Lee Daniels’s hectic biopic portrays the singer as a victim of abuse, addiction and government persecution.


By A.O. Scott

When you purchase a ticket for an independently reviewed film through our site, we earn an affiliate commission.

Every great musician is one of a kind, but the biographies of great musicians — or more precisely their biopics — end up looking pretty much alike. Childhood trauma is followed by success and its consequences, usually including addiction and love trouble. A chronicle of artistic triumph doubles as a cautionary tale, with ruin and redemption wrapped around each other like twin strands of narrative DNA. If all else fails, the soundtrack music offers occasional reminders of why we should care.

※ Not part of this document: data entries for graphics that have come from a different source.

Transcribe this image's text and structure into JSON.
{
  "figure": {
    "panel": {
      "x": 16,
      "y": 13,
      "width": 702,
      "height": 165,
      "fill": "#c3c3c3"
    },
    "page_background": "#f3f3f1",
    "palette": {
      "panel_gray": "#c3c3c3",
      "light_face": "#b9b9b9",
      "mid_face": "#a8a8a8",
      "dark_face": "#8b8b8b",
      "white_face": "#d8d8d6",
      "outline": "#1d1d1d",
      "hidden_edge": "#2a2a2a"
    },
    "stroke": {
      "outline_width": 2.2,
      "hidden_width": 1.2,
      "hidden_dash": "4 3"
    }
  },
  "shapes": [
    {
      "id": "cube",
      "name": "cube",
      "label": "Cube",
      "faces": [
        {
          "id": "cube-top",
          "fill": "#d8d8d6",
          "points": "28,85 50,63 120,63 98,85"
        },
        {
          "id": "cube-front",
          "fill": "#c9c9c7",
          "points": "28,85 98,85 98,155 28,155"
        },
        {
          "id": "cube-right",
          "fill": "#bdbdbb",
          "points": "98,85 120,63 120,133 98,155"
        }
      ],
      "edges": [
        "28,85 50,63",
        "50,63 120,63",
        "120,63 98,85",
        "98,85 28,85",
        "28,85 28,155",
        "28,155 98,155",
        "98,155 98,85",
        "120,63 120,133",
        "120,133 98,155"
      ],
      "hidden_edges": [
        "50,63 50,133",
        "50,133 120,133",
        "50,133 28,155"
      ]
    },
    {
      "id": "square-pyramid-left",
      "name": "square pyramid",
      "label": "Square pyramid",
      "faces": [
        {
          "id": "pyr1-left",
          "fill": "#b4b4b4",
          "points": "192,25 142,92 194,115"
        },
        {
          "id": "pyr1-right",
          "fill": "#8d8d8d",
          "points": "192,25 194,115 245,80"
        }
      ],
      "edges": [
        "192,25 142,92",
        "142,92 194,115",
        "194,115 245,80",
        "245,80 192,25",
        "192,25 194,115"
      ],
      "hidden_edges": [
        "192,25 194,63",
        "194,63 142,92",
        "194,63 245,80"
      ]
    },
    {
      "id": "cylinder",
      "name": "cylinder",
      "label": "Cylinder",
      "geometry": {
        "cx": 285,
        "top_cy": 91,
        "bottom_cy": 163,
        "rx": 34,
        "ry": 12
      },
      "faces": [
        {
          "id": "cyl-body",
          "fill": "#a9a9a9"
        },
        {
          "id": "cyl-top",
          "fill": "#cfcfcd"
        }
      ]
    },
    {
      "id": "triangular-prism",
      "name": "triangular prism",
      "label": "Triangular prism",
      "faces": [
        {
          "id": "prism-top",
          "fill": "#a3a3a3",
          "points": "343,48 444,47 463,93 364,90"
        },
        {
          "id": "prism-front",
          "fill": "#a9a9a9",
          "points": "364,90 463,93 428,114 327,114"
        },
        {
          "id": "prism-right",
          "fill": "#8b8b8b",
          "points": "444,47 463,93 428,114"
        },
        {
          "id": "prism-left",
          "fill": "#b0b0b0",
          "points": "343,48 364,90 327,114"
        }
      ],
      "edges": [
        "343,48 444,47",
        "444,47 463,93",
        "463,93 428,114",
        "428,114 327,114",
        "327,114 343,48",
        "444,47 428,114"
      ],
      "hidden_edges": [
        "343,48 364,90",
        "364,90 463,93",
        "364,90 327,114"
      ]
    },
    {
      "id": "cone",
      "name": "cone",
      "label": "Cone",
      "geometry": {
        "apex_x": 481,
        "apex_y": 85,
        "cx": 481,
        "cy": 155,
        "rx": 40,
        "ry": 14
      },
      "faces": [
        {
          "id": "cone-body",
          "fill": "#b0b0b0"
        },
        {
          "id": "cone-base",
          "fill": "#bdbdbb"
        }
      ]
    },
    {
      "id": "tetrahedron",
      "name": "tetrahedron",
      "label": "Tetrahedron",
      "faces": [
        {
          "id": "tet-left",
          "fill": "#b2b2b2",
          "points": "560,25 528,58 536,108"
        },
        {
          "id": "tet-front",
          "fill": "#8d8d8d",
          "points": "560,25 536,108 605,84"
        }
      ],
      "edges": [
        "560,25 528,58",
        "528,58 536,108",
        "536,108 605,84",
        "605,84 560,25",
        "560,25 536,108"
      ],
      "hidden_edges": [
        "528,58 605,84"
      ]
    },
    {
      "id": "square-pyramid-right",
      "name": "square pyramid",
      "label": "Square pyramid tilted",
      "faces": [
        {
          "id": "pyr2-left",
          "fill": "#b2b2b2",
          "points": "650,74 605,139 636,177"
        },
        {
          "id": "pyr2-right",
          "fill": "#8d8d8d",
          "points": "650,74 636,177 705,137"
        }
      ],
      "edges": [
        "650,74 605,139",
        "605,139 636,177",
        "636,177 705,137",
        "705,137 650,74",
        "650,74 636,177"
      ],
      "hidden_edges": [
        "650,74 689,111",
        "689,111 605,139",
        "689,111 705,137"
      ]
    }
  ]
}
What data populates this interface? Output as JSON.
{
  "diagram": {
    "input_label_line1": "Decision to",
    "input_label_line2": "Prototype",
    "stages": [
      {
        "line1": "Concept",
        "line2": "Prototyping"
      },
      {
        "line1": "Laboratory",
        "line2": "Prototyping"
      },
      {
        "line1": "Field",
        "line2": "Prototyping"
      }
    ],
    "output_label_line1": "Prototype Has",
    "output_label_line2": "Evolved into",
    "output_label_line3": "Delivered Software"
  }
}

“The United States vs. Billie Holiday,” directed by Lee Daniels from a script by the playwright Suzan-Lori Parks, follows the standard template, with a few new elements added to the mix. Concentrating on the last dozen years of Holiday’s life — she was 44 when she died, of liver disease, in 1959 — the movie flashes back to her grim childhood and expands to include many facets of her life and personality.

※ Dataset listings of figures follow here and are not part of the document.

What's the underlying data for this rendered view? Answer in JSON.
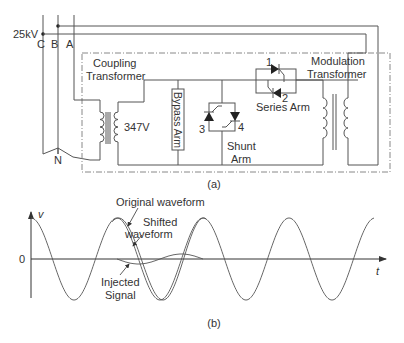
{
  "figure": {
    "part_a": {
      "caption": "(a)",
      "supply_voltage": "25kV",
      "phases": [
        "C",
        "B",
        "A"
      ],
      "neutral": "N",
      "coupling_transformer": {
        "label_line1": "Coupling",
        "label_line2": "Transformer",
        "secondary_voltage": "347V"
      },
      "bypass_arm": {
        "label": "Bypass Arm"
      },
      "series_arm": {
        "label": "Series Arm",
        "thyristors": [
          "1",
          "2"
        ]
      },
      "shunt_arm": {
        "label_line1": "Shunt",
        "label_line2": "Arm",
        "thyristors": [
          "3",
          "4"
        ]
      },
      "modulation_transformer": {
        "label_line1": "Modulation",
        "label_line2": "Transformer"
      }
    },
    "part_b": {
      "caption": "(b)",
      "y_axis_label": "v",
      "x_axis_label": "t",
      "zero_label": "0",
      "annotations": {
        "original": "Original waveform",
        "shifted_line1": "Shifted",
        "shifted_line2": "waveform",
        "injected_line1": "Injected",
        "injected_line2": "Signal"
      }
    }
  },
  "chart_data": {
    "type": "line",
    "title": "",
    "xlabel": "t",
    "ylabel": "v",
    "series": [
      {
        "name": "Original waveform",
        "description": "sinusoid, ~4.5 cycles, amplitude 1"
      },
      {
        "name": "Shifted waveform",
        "description": "same sinusoid slightly phase-shifted during ~1 cycle (between 2nd and 3rd peak)"
      },
      {
        "name": "Injected Signal",
        "description": "small-amplitude single-cycle signal (~0.1 of main amplitude) superimposed near zero between 2nd and 3rd peak"
      }
    ],
    "legend": "none (annotations with arrows)",
    "grid": false
  }
}
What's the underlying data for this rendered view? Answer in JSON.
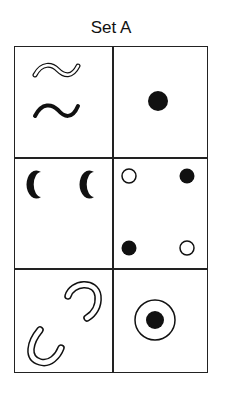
{
  "title": "Set A",
  "grid": {
    "rows": 3,
    "columns": 2,
    "cells": [
      {
        "row": 1,
        "col": 1,
        "content": "two wavy lines: outlined (top) and solid (bottom)"
      },
      {
        "row": 1,
        "col": 2,
        "content": "one solid black dot"
      },
      {
        "row": 2,
        "col": 1,
        "content": "two solid black crescents"
      },
      {
        "row": 2,
        "col": 2,
        "content": "four dots: open top-left, solid top-right, solid bottom-left, open bottom-right"
      },
      {
        "row": 3,
        "col": 1,
        "content": "two outlined U-shapes, rotated"
      },
      {
        "row": 3,
        "col": 2,
        "content": "solid dot inside open circle"
      }
    ]
  },
  "colors": {
    "ink": "#111111",
    "background": "#ffffff"
  }
}
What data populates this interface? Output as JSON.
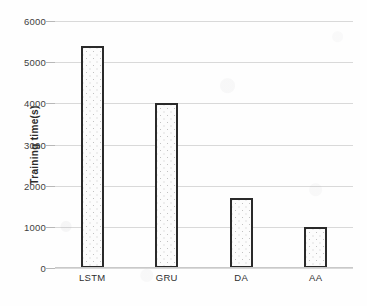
{
  "chart_data": {
    "type": "bar",
    "title": "",
    "xlabel": "",
    "ylabel": "Training time(s)",
    "categories": [
      "LSTM",
      "GRU",
      "DA",
      "AA"
    ],
    "values": [
      5400,
      4000,
      1700,
      1000
    ],
    "series": [
      {
        "name": "Training time(s)",
        "values": [
          5400,
          4000,
          1700,
          1000
        ]
      }
    ],
    "ylim": [
      0,
      6000
    ],
    "ytick_labels": [
      "0",
      "1000",
      "2000",
      "3000",
      "4000",
      "5000",
      "6000"
    ],
    "ytick_values": [
      0,
      1000,
      2000,
      3000,
      4000,
      5000,
      6000
    ],
    "grid": true,
    "legend": false,
    "legend_position": "none",
    "bar_fill": "dotted-stipple",
    "colors": {
      "bar_border": "#2a2a2a",
      "bar_fill": "#fcfcfc",
      "bar_dots": "#c2c2c2",
      "gridline": "#d9d9d9",
      "text": "#2f2f2f",
      "background": "#ffffff"
    }
  }
}
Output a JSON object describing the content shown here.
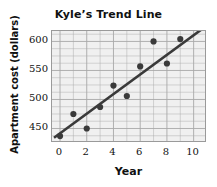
{
  "chart_data": {
    "type": "scatter",
    "title": "Kyle’s Trend Line",
    "xlabel": "Year",
    "ylabel": "Apartment cost (dollars)",
    "xlim": [
      -0.6,
      11.0
    ],
    "ylim": [
      425,
      618
    ],
    "grid": true,
    "legend": "none",
    "xticks": [
      0,
      2,
      4,
      6,
      8,
      10
    ],
    "xtick_labels": [
      "0",
      "2",
      "4",
      "6",
      "8",
      "10"
    ],
    "yticks": [
      450,
      500,
      550,
      600
    ],
    "ytick_labels": [
      "450",
      "500",
      "550",
      "600"
    ],
    "x_minor_step": 1,
    "y_minor_step": 12.5,
    "point_color": "#3a3a3a",
    "line_color": "#3a3a3a",
    "grid_color": "#a8a8a8",
    "plot_background": "#f0f0f0",
    "x": [
      0,
      1,
      2,
      3,
      4,
      5,
      6,
      7,
      8,
      9
    ],
    "values": [
      437,
      475,
      450,
      487,
      524,
      506,
      557,
      600,
      562,
      604
    ],
    "points": [
      {
        "x": 0,
        "y": 437
      },
      {
        "x": 1,
        "y": 475
      },
      {
        "x": 2,
        "y": 450
      },
      {
        "x": 3,
        "y": 487
      },
      {
        "x": 4,
        "y": 524
      },
      {
        "x": 5,
        "y": 506
      },
      {
        "x": 6,
        "y": 557
      },
      {
        "x": 7,
        "y": 600
      },
      {
        "x": 8,
        "y": 562
      },
      {
        "x": 9,
        "y": 604
      }
    ],
    "trend_line": {
      "name": "Kyle’s trend line",
      "x_start": -0.45,
      "y_start": 434,
      "x_end": 10.55,
      "y_end": 620
    }
  }
}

She suffers abuse at the hands of a series of men and relentless persecution from the government. The only lover who treats her well is also an undercover F.BI. agent. We see Holiday as a heroin user, a devoted but not always reliable friend, an operatic figure of towering pain and sublime resilience.

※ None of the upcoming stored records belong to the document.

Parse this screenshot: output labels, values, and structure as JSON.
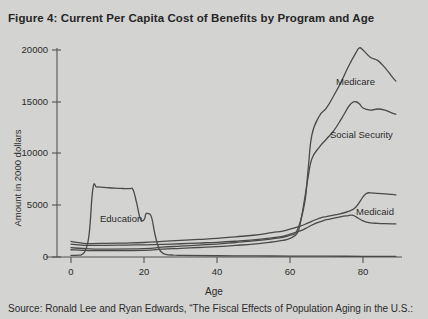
{
  "figure": {
    "title": "Figure 4: Current Per Capita Cost of Benefits by Program and Age",
    "source": "Source: Ronald Lee and Ryan Edwards, “The Fiscal Effects of Population Aging in the U.S.:"
  },
  "axis": {
    "x_title": "Age",
    "y_title": "Amount in 2000 dollars",
    "x_ticks": [
      "0",
      "20",
      "40",
      "60",
      "80"
    ],
    "y_ticks": [
      "0",
      "5000",
      "10000",
      "15000",
      "20000"
    ]
  },
  "labels": {
    "education": "Education",
    "medicare": "Medicare",
    "social_security": "Social Security",
    "medicaid": "Medicaid"
  },
  "colors": {
    "background": "#d3d3d1",
    "ink": "#2b2b2b",
    "curve": "#4a4a4a",
    "axis": "#555555"
  },
  "chart_data": {
    "type": "line",
    "title": "Figure 4: Current Per Capita Cost of Benefits by Program and Age",
    "xlabel": "Age",
    "ylabel": "Amount in 2000 dollars",
    "xlim": [
      0,
      90
    ],
    "ylim": [
      0,
      21000
    ],
    "xticks": [
      0,
      20,
      40,
      60,
      80
    ],
    "yticks": [
      0,
      5000,
      10000,
      15000,
      20000
    ],
    "grid": false,
    "legend": "inline-annotations",
    "series": [
      {
        "name": "Education",
        "x": [
          0,
          1,
          2,
          3,
          4,
          5,
          6,
          7,
          8,
          10,
          12,
          14,
          16,
          17,
          18,
          19,
          20,
          20.5,
          21,
          22,
          23,
          24,
          25,
          26,
          28,
          30,
          40,
          50,
          60,
          70,
          80,
          89
        ],
        "values": [
          150,
          160,
          180,
          250,
          700,
          2300,
          6600,
          6750,
          6760,
          6700,
          6650,
          6620,
          6600,
          6500,
          5200,
          3700,
          3600,
          4150,
          4200,
          3900,
          2200,
          900,
          420,
          260,
          180,
          150,
          120,
          100,
          90,
          80,
          70,
          60
        ]
      },
      {
        "name": "Medicare",
        "x": [
          0,
          5,
          10,
          20,
          25,
          30,
          35,
          40,
          45,
          50,
          55,
          58,
          60,
          62,
          64,
          65,
          66,
          68,
          70,
          72,
          74,
          76,
          78,
          79,
          80,
          82,
          84,
          86,
          88,
          89
        ],
        "values": [
          900,
          780,
          760,
          800,
          950,
          1050,
          1150,
          1250,
          1400,
          1550,
          1750,
          1900,
          2100,
          2600,
          5200,
          8600,
          11800,
          13600,
          14400,
          15600,
          16900,
          18400,
          19700,
          20200,
          20000,
          19300,
          19000,
          18300,
          17400,
          17000
        ]
      },
      {
        "name": "Social Security",
        "x": [
          0,
          5,
          10,
          20,
          25,
          30,
          35,
          40,
          45,
          50,
          55,
          58,
          60,
          62,
          63,
          64,
          65,
          66,
          68,
          70,
          72,
          74,
          76,
          77,
          78,
          79,
          80,
          82,
          84,
          86,
          88,
          89
        ],
        "values": [
          700,
          620,
          610,
          640,
          760,
          840,
          920,
          1000,
          1120,
          1250,
          1450,
          1600,
          1800,
          2300,
          3600,
          5600,
          7800,
          9500,
          10600,
          11400,
          12200,
          13300,
          14500,
          14900,
          15000,
          14800,
          14400,
          14200,
          14300,
          14200,
          13900,
          13800
        ]
      },
      {
        "name": "Medicaid",
        "x": [
          0,
          3,
          5,
          10,
          15,
          20,
          25,
          30,
          35,
          40,
          45,
          50,
          55,
          58,
          60,
          63,
          65,
          67,
          69,
          70,
          72,
          74,
          76,
          78,
          80,
          81,
          82,
          84,
          86,
          88,
          89
        ],
        "values": [
          1500,
          1350,
          1300,
          1320,
          1350,
          1400,
          1500,
          1600,
          1700,
          1800,
          1950,
          2100,
          2350,
          2500,
          2700,
          3000,
          3300,
          3600,
          3850,
          3900,
          4050,
          4200,
          4400,
          4800,
          5800,
          6150,
          6200,
          6150,
          6100,
          6050,
          6000
        ]
      },
      {
        "name": "Other benefits",
        "x": [
          0,
          3,
          5,
          10,
          15,
          20,
          25,
          30,
          35,
          40,
          45,
          50,
          55,
          58,
          60,
          63,
          65,
          67,
          69,
          70,
          72,
          74,
          76,
          77,
          78,
          80,
          82,
          84,
          86,
          88,
          89
        ],
        "values": [
          1250,
          1150,
          1120,
          1130,
          1150,
          1180,
          1220,
          1280,
          1350,
          1420,
          1520,
          1650,
          1850,
          2000,
          2200,
          2550,
          2900,
          3250,
          3500,
          3600,
          3750,
          3900,
          4000,
          4050,
          3900,
          3500,
          3300,
          3250,
          3220,
          3200,
          3200
        ]
      }
    ]
  }
}
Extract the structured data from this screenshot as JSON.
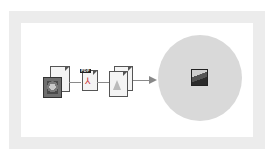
{
  "diagram": {
    "nodes": [
      {
        "id": "source",
        "icon": "photo-and-document-icon"
      },
      {
        "id": "pdf",
        "icon": "pdf-document-icon",
        "tag": "PDF"
      },
      {
        "id": "pages",
        "icon": "multi-page-document-icon"
      },
      {
        "id": "output",
        "icon": "image-file-icon"
      }
    ],
    "edges": [
      {
        "from": "source",
        "to": "pdf"
      },
      {
        "from": "pdf",
        "to": "pages"
      },
      {
        "from": "pages",
        "to": "output",
        "arrow": true
      }
    ],
    "colors": {
      "frame": "#ececec",
      "circle": "#d9d9d9",
      "connector": "#8a8a8a"
    }
  }
}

But not really as an artist. Andra Day, who plays Holiday, is a canny and charismatic performer, and the film’s hectic narrative is punctuated with nightclub and concert-hall scenes that capture some of the singer’s magnetism. Rather than lip-sync the numbers, Day sings them in a voice that has some of Holiday’s signature breathy rasp and delicate lilt, and suggests her ability to move from whimsy to anguish and back in the space of a phrase.

For the 1972 film “Lady Sings the Blues,” Diana Ross recorded fresh versions of Holiday classics, offering tribute rather than mimicry and filtering familiar songs through her own distinctive style. By contrast, the arrangements in Daniels’s film (including “All of Me,” “Ain’t Nobody’s Business,” “Them There Eyes” and most importantly “Strange Fruit”) dwell in a sonic uncanny valley, and also in an aesthetic gray area. They don’t sound bad, but they lack both the audacity of reinvention and the humility of imitation.